A Perturbative RS I Cosmological Phase Transition
Don Bunk, Jay Hubisz, Bithika Jain
TL;DR
The paper addresses how Randall-Sundrum I–type geometries with soft-wall backreaction can realize a robust, first-order cosmological phase transition while remaining perturbative in the 5D gravity dual. By formulating a 5D Einstein–scalar system with flat 4D slices and brane potentials, and analyzing both zero- and finite-temperature potentials, the authors show that soft-wall constructions support a light dilaton, enhanced bubble nucleation, and a TeV–Planck hierarchy governed by a dual CFT with $N$ around $20$, enabling transitions to complete without losing perturbativity. They compute the nucleation dynamics and predict gravitational-wave signals from the transition, finding that the spectrum strengthens with $N$ and can fall within the reach of LISA or pulsar timing arrays for plausible parameter choices. Overall, the work provides a concrete, testable framework for early-universe near-conformal dynamics with potentially observable gravitational-wave signatures.
Abstract
We identify a class of Randall-Sundrum type models with a successful first order cosmological phase transition during which a 5D dual of approximate conformal symmetry is spontaneously broken. Our focus is on soft-wall models that naturally realize a light radion/dilaton and suppressed dynamical contribution to the cosmological constant. We discuss phenomenology of the phase transition after developing a theoretical and numerical analysis of these models both at zero and finite temperature. We demonstrate a model with a TeV-Planck hierarchy and with a successful cosmological phase transition where the UV value of the curvature corresponds, via AdS/CFT, to an $N$ of $20$, where 5D gravity is expected to be firmly in the perturbative regime.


With the pictures left aside, write out exactly the lines of the listing below from the line with "Identify the location of a: Royal" to the line with "This screenshot has width=829, height=445.", both included, and only those.

[[ Supplied entries open ]]

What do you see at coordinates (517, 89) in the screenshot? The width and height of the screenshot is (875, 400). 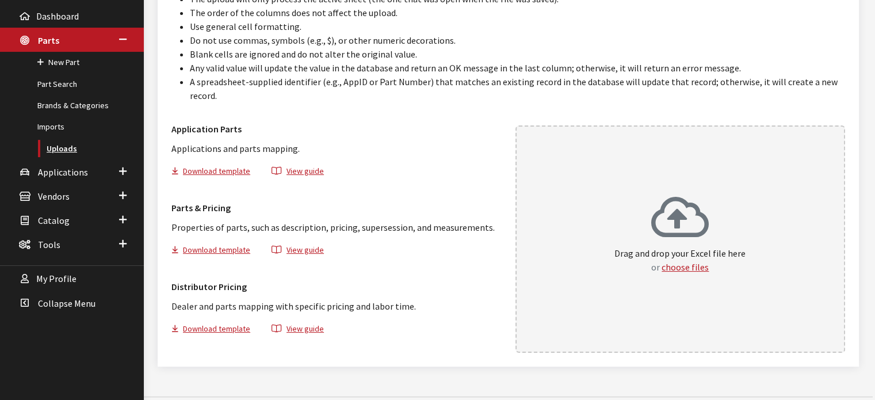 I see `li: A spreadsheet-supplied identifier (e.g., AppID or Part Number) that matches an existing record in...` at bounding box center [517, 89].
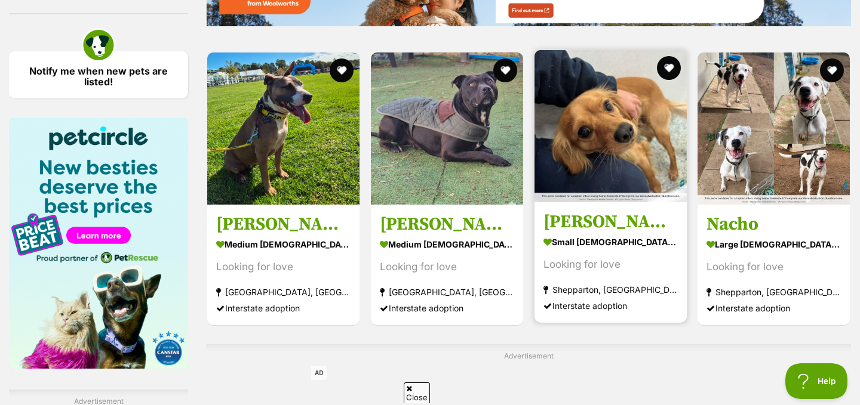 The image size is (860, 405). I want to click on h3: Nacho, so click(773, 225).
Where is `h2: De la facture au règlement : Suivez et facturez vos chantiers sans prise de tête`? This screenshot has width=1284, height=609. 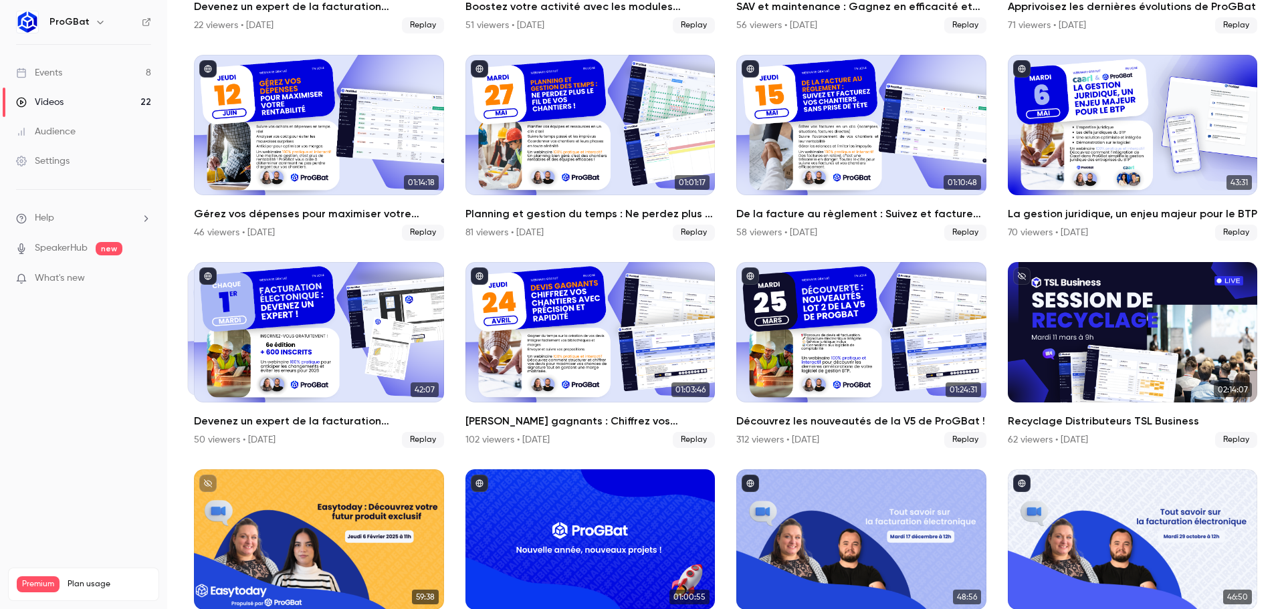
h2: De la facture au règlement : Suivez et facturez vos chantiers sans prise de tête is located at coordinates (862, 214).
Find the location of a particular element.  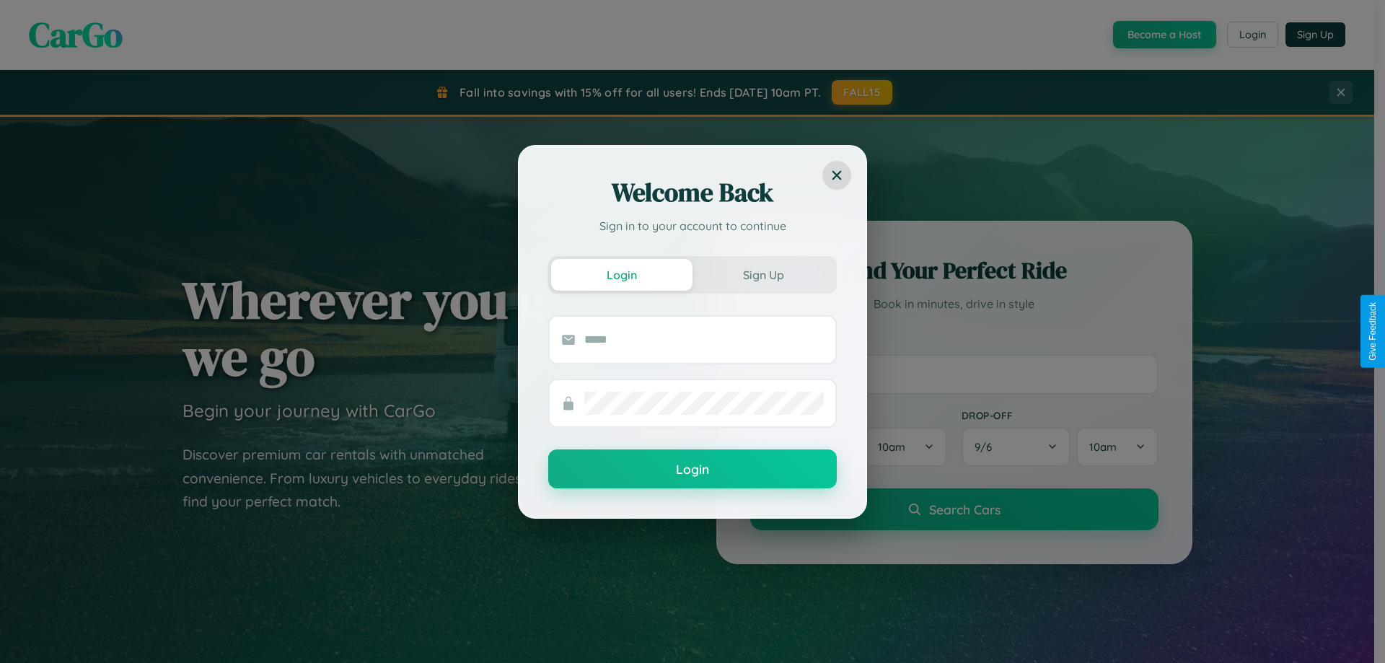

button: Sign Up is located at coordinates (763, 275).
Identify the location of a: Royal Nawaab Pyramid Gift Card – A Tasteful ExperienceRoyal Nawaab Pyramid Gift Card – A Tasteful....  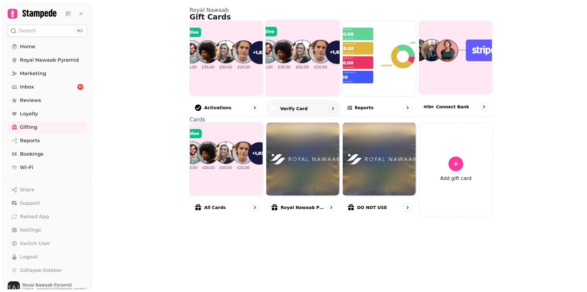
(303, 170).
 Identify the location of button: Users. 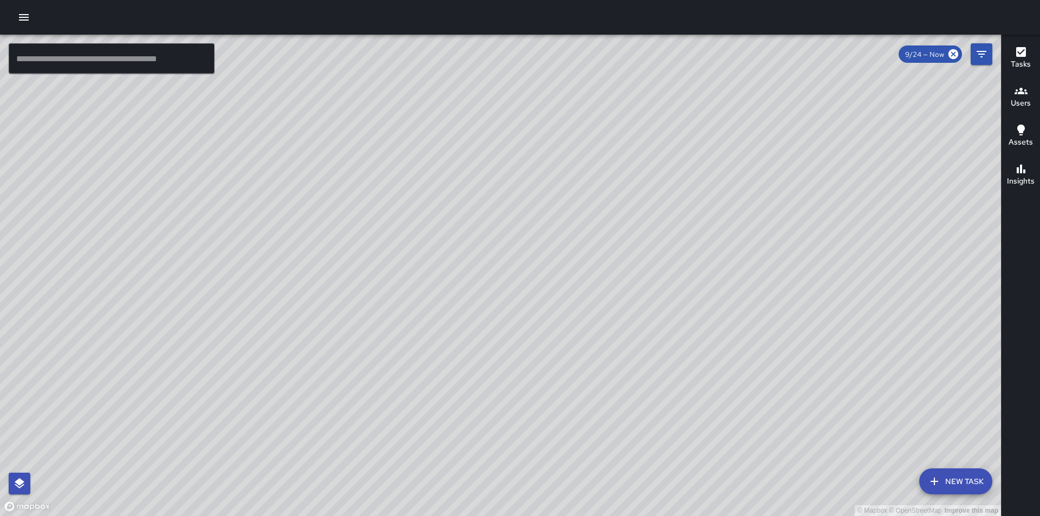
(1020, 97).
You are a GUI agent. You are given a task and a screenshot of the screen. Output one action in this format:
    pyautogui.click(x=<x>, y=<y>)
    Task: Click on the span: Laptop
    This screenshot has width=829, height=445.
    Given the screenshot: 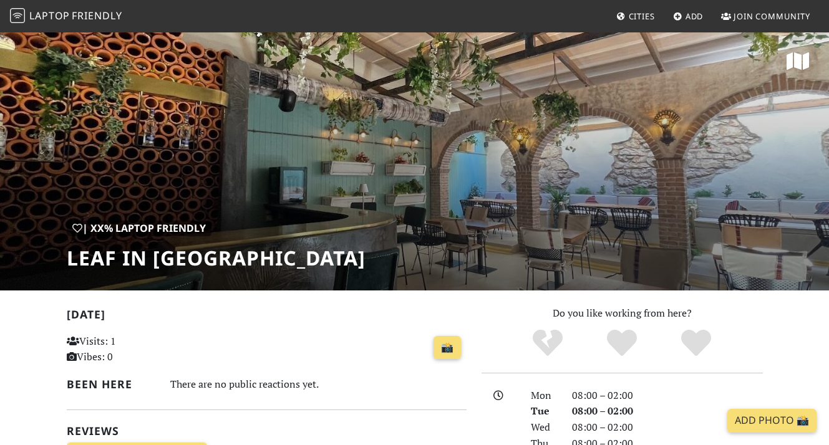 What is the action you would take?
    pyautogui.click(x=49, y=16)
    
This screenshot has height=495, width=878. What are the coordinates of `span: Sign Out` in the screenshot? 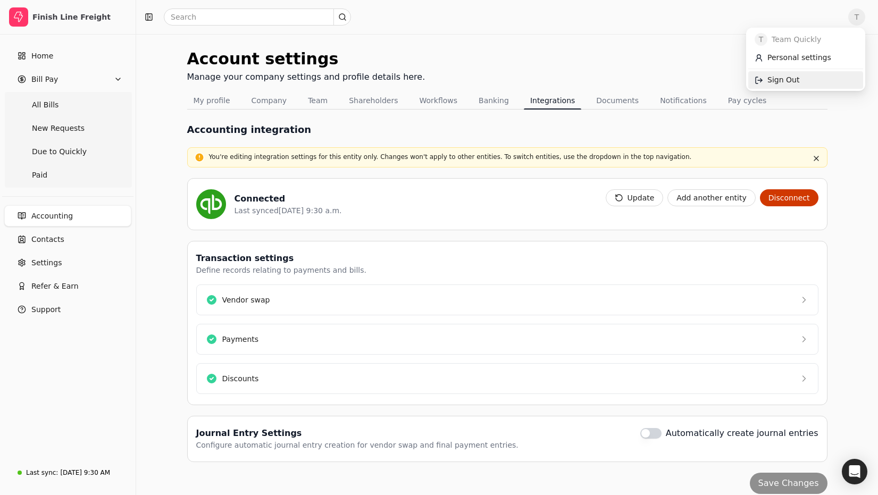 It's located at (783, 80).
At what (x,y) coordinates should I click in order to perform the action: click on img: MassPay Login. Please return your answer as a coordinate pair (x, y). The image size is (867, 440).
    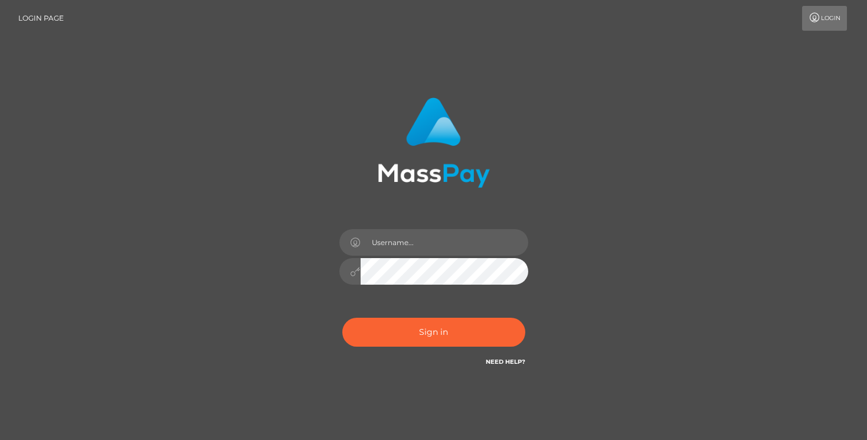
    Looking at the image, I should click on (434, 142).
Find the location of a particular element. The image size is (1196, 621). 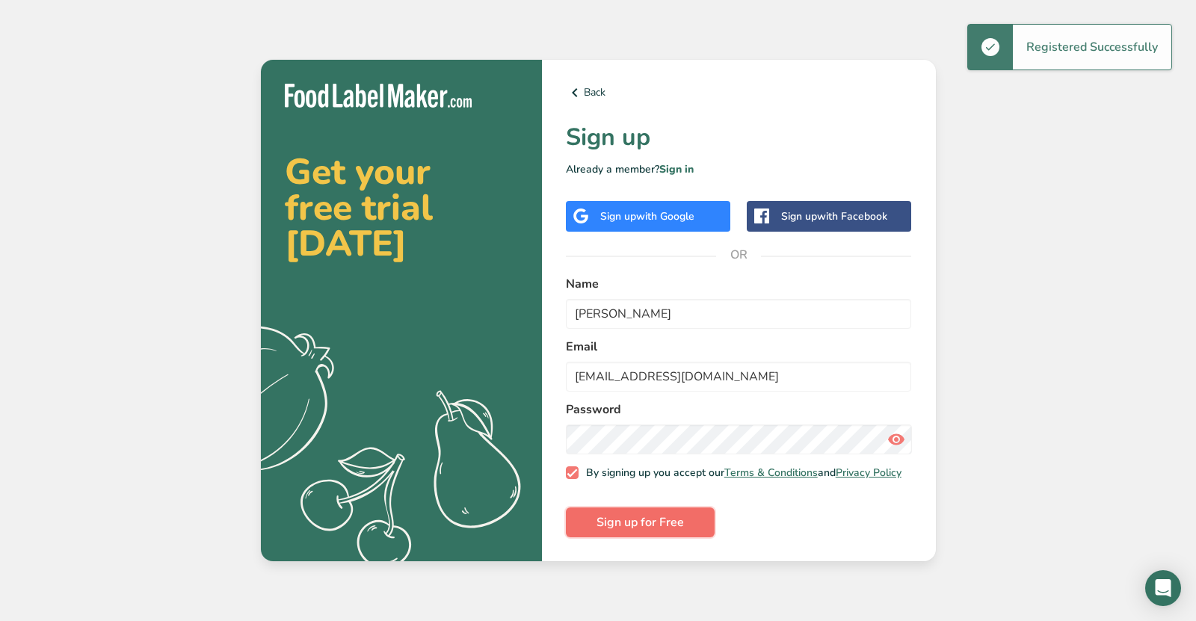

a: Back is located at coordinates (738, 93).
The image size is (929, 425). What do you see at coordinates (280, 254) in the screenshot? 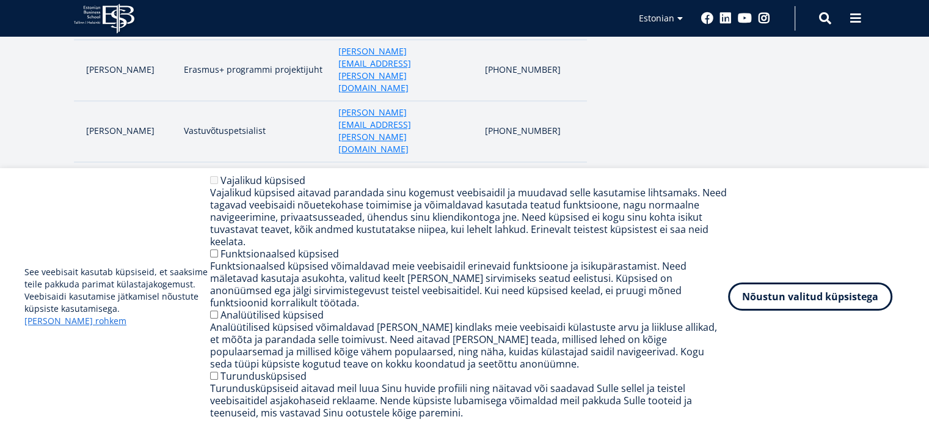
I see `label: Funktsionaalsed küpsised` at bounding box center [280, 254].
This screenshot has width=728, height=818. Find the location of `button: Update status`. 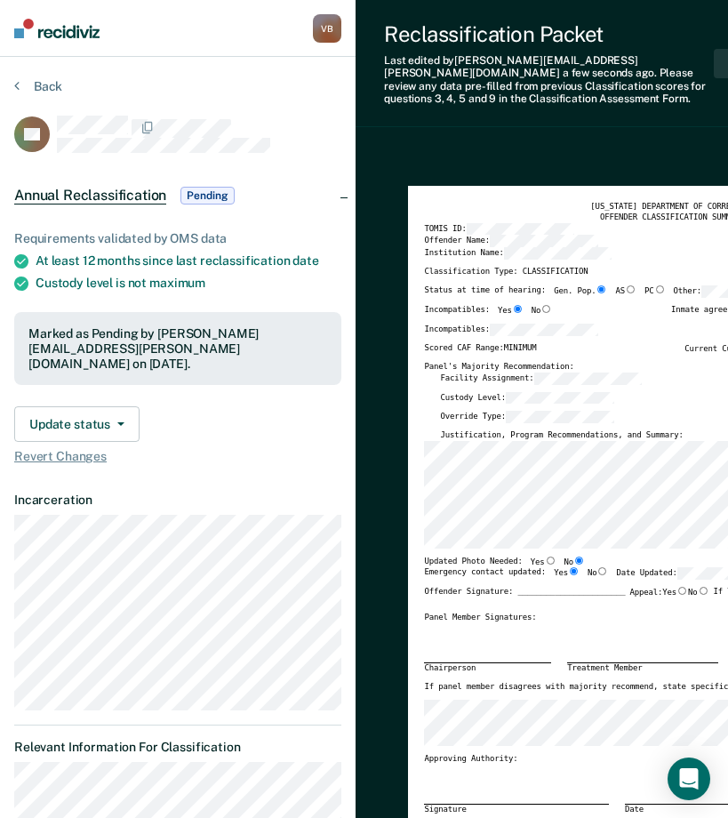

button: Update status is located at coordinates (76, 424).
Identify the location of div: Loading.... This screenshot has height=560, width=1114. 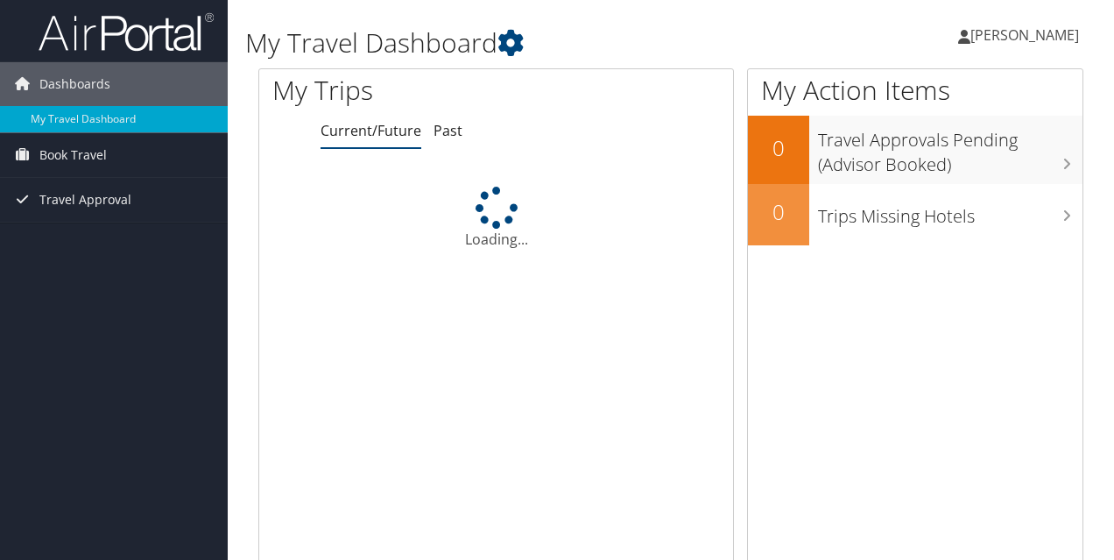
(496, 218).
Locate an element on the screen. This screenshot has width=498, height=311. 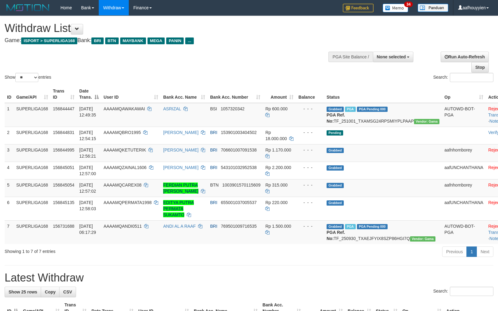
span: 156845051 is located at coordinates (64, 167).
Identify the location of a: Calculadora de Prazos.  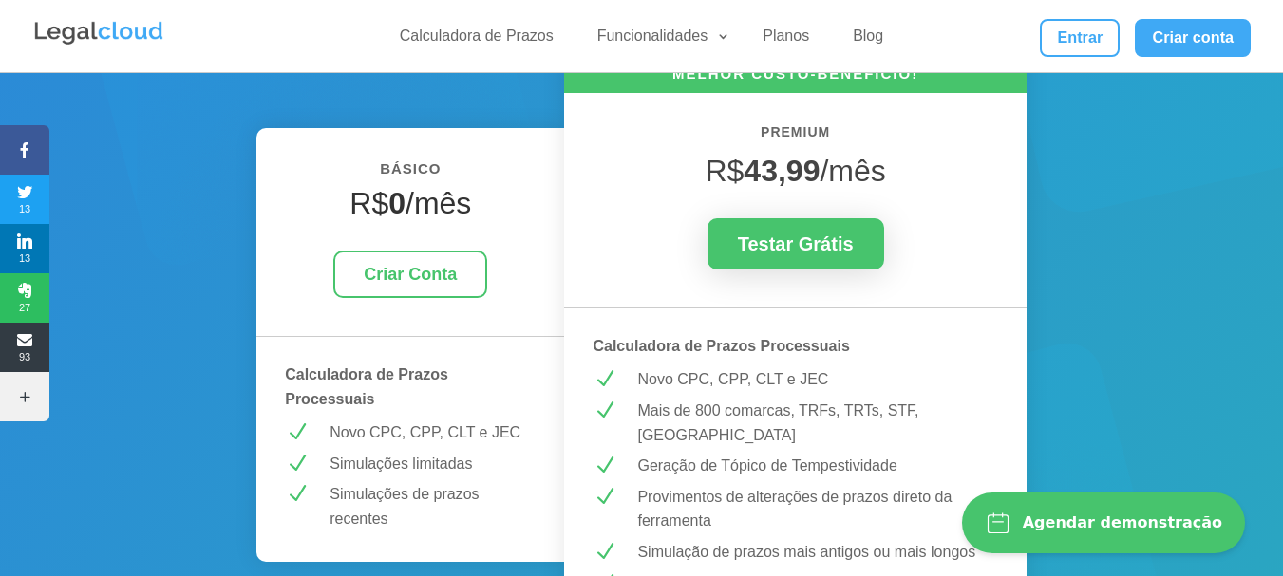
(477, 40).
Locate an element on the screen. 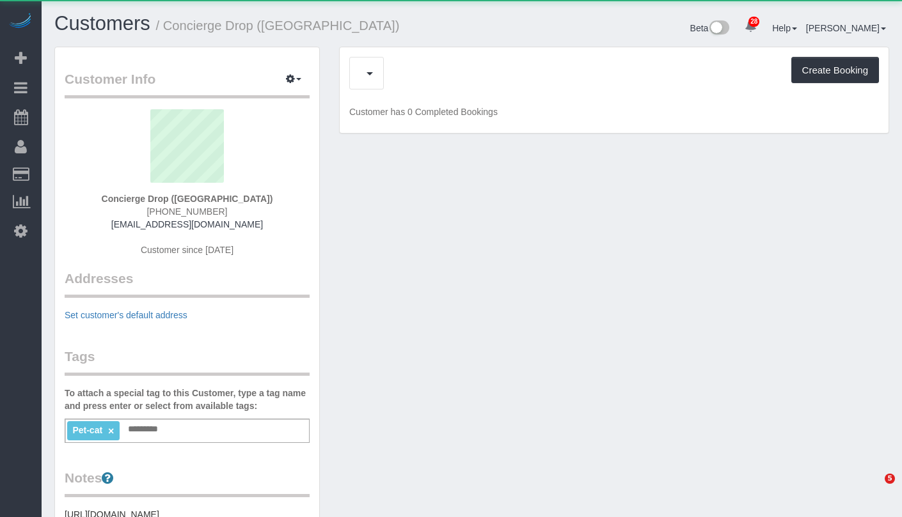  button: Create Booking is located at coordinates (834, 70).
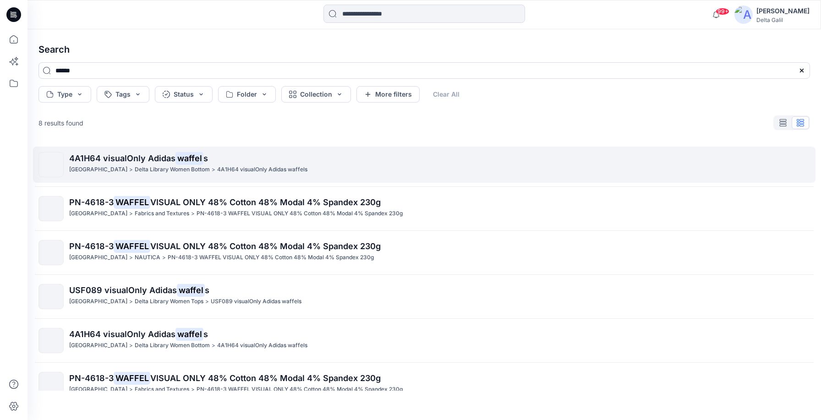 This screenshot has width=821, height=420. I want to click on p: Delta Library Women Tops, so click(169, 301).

[[ Supplied entries closed ]]

**Output for this task**.
Identify the location of a: Royal Nawaab Pyramid Gift Card – A Tasteful ExperienceRoyal Nawaab Pyramid Gift Card – A Tasteful....  
(303, 170).
 Identify the location of button: Users. 
(1020, 97).
You are a GUI agent. You are given a task and a screenshot of the screen. Output one action in this format:
    pyautogui.click(x=<x>, y=<y>)
    Task: Click on the span: Laptop
    This screenshot has width=829, height=445.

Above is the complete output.